To answer the first question:
This is the line element for a cylinder though the variable names might make more sense when the line element is written as, $ds^2 = dz^2 + r^2 d\phi^2$, where $r$ is a constant. In this context $z$ is the elevation on the cylinder, $r$ is the radius of the cylinder, $\phi$ is the angle which wraps around the cylinder.
Cylinders are flat because they can be cut and unfolded, making them into a rectangular sheet, without stretching the material of the cylinder. More formally there exists an isometric transformation from the cylinder to the plane. The identification of $\phi=0$ with $\phi=2\pi$ is a topological property of the cylinder which doesn't necessarily say anything about its curvature.
To be clear when I say that a transformation is isometric I meant that it preserves the relative distances of points as measured locally within the manifold. Distances measured through the embedding space are irrelevant.
Now suppose we wanted to map the plane to the sphere. We might start by turning the plane into a cylinder since we know we can do isometrically. To turn the cylinder into a sphere we would have to identify all the points on the rim at the top of the cylinder. The problem with this last identification is that it sends points that were formerly a finite distance apart to the same location meaning that the metric cannot have been preserved.
The above example isn't really a proof that there is not isometric mapping from a plane to a sphere, but I think it at least gives some insight into what is going on.
To answer the second question:
It looks like you are thinking of Identifying $\theta=0$ with $\theta=\pi$ and $\phi=0$ with $\phi=2\pi$ which would not form a sphere. Instead this would form a torus.
To form a sphere from $0 \leq \theta \leq \pi$ and $0\leq \phi \leq 2\pi$:
- For $ 0 < \theta < 2\pi $ identify $\phi=0$ with $\phi = 2\pi$.
- For $\theta = 0 $ identify all values of $\phi$ with a single point.
- For $\theta = \pi $ identify all values of $\phi$ with a single point.
An important thing to realize at this point is that we still don't have a proper sphere because we haven't defined a metric. As it stands our manifold could just be some deflated beach ball.
One line element which would be consistent with the boundary conditions is,
$$ds^2 = d\theta^2 + \theta(\pi-\theta) d\phi^2, $$
which is not the metric of a $2$-Sphere.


▶ Problem to solve: Repeat, please, only the lines from the top of the data down to the line with "Task: Click on"; include both of those lines.
= Beginning of Section =
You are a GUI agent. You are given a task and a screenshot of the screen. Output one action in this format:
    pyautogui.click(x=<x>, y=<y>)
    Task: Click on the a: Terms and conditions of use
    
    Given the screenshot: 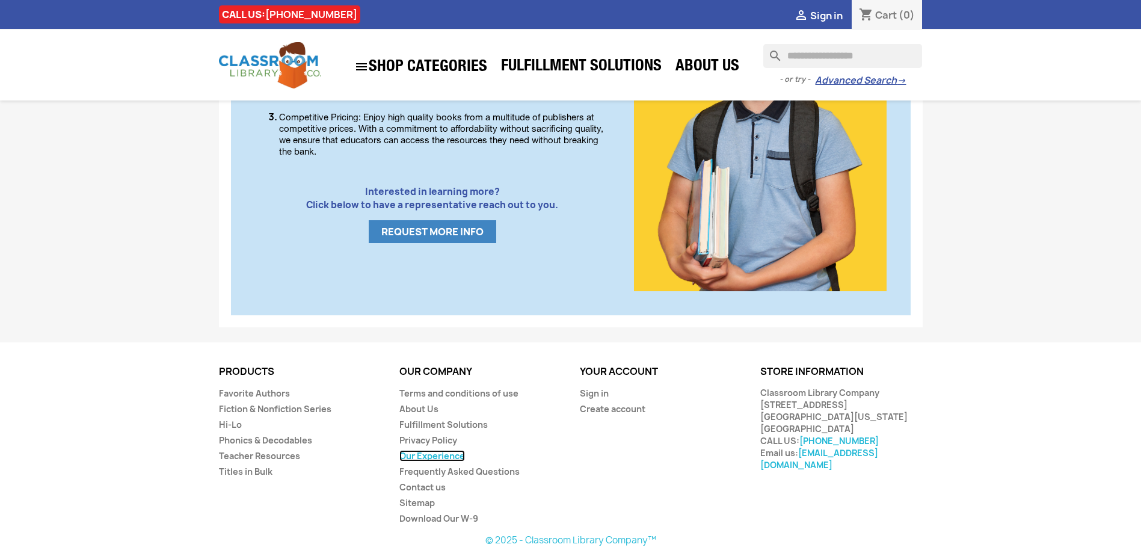 What is the action you would take?
    pyautogui.click(x=459, y=393)
    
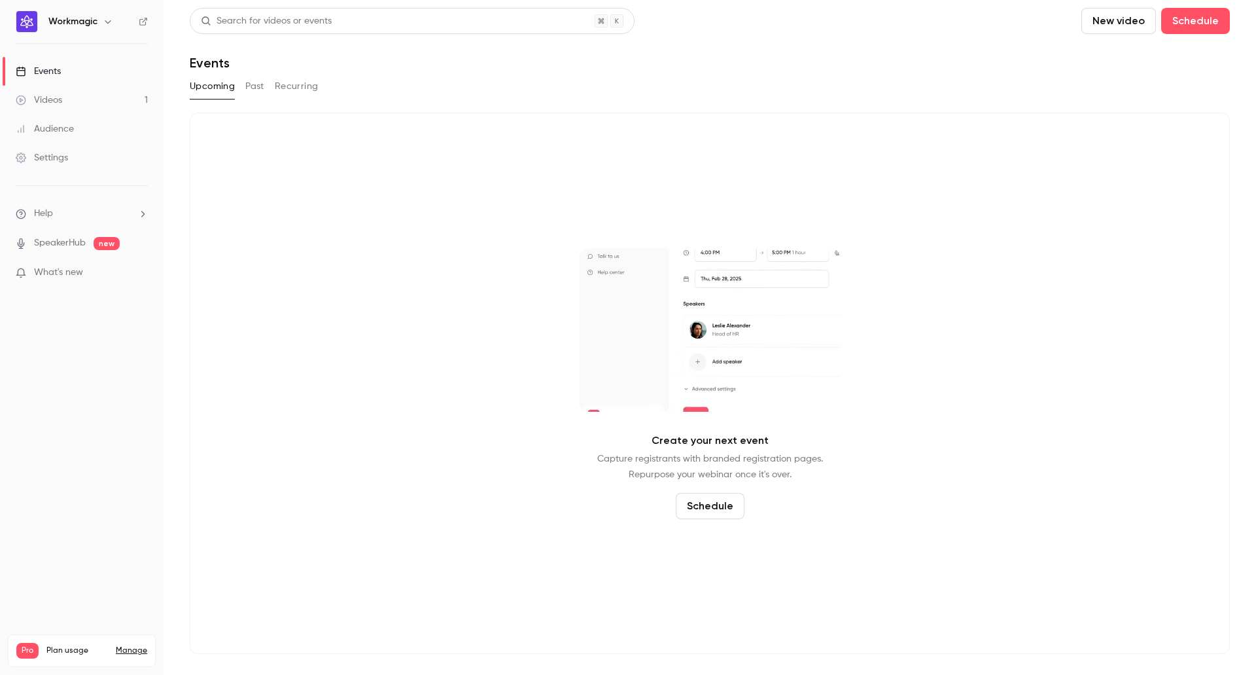 The image size is (1256, 675). What do you see at coordinates (255, 86) in the screenshot?
I see `button: Past` at bounding box center [255, 86].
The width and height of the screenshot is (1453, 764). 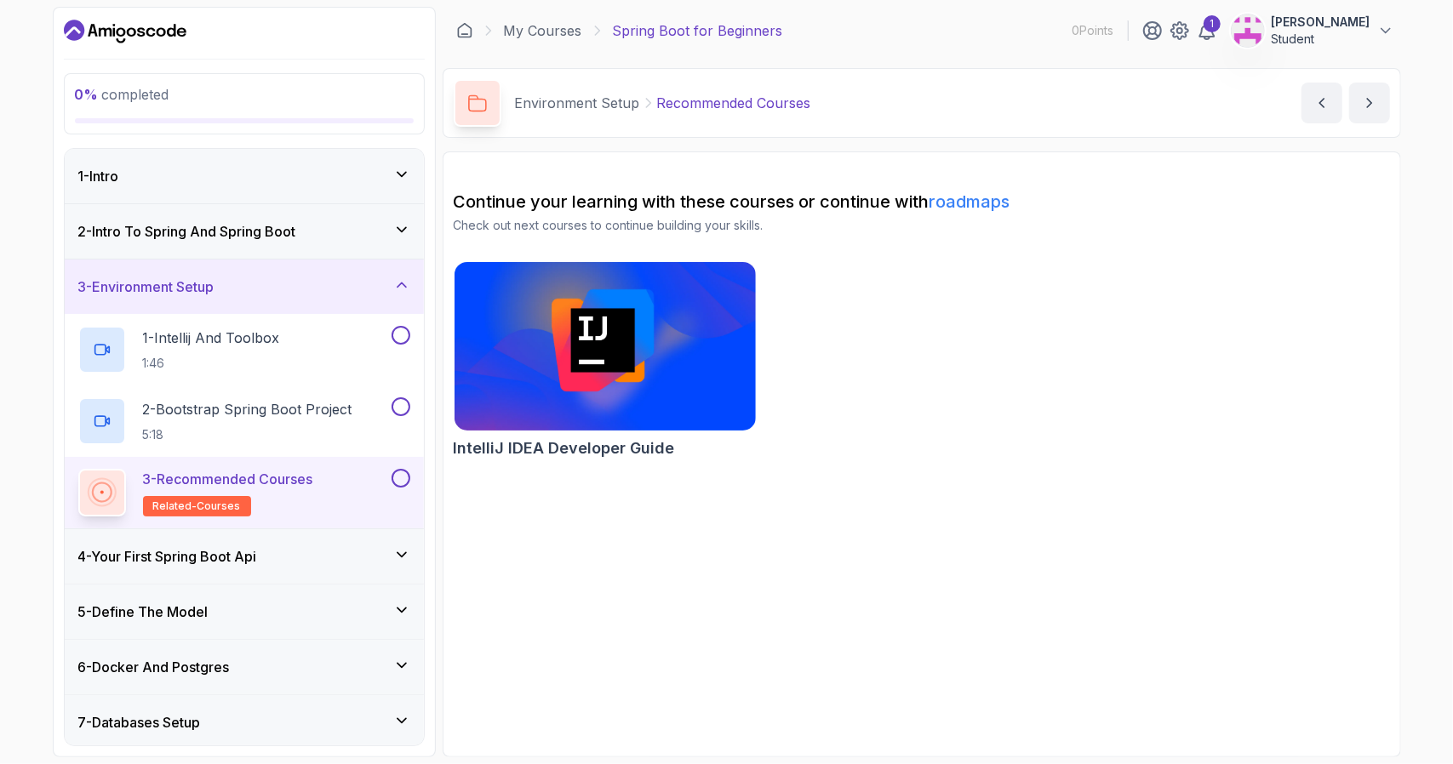 I want to click on p: Check out next courses to continue building your skills., so click(x=922, y=226).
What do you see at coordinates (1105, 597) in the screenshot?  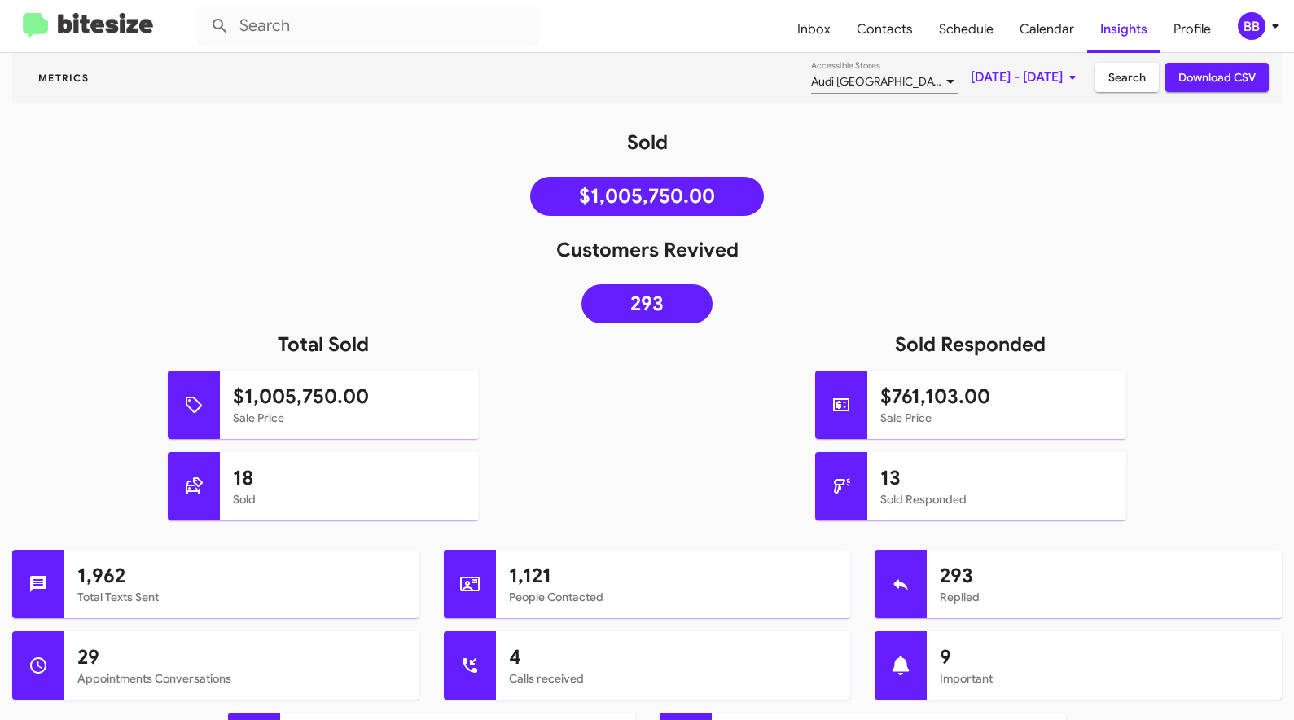 I see `mat-card-subtitle: Replied` at bounding box center [1105, 597].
= End of Section =
▶ Finished exercise:
You are a GUI agent. You are given a task and a screenshot of the screen. Output one action in this format:
    pyautogui.click(x=<x>, y=<y>)
    Task: Click on the a: Terms and conditions of use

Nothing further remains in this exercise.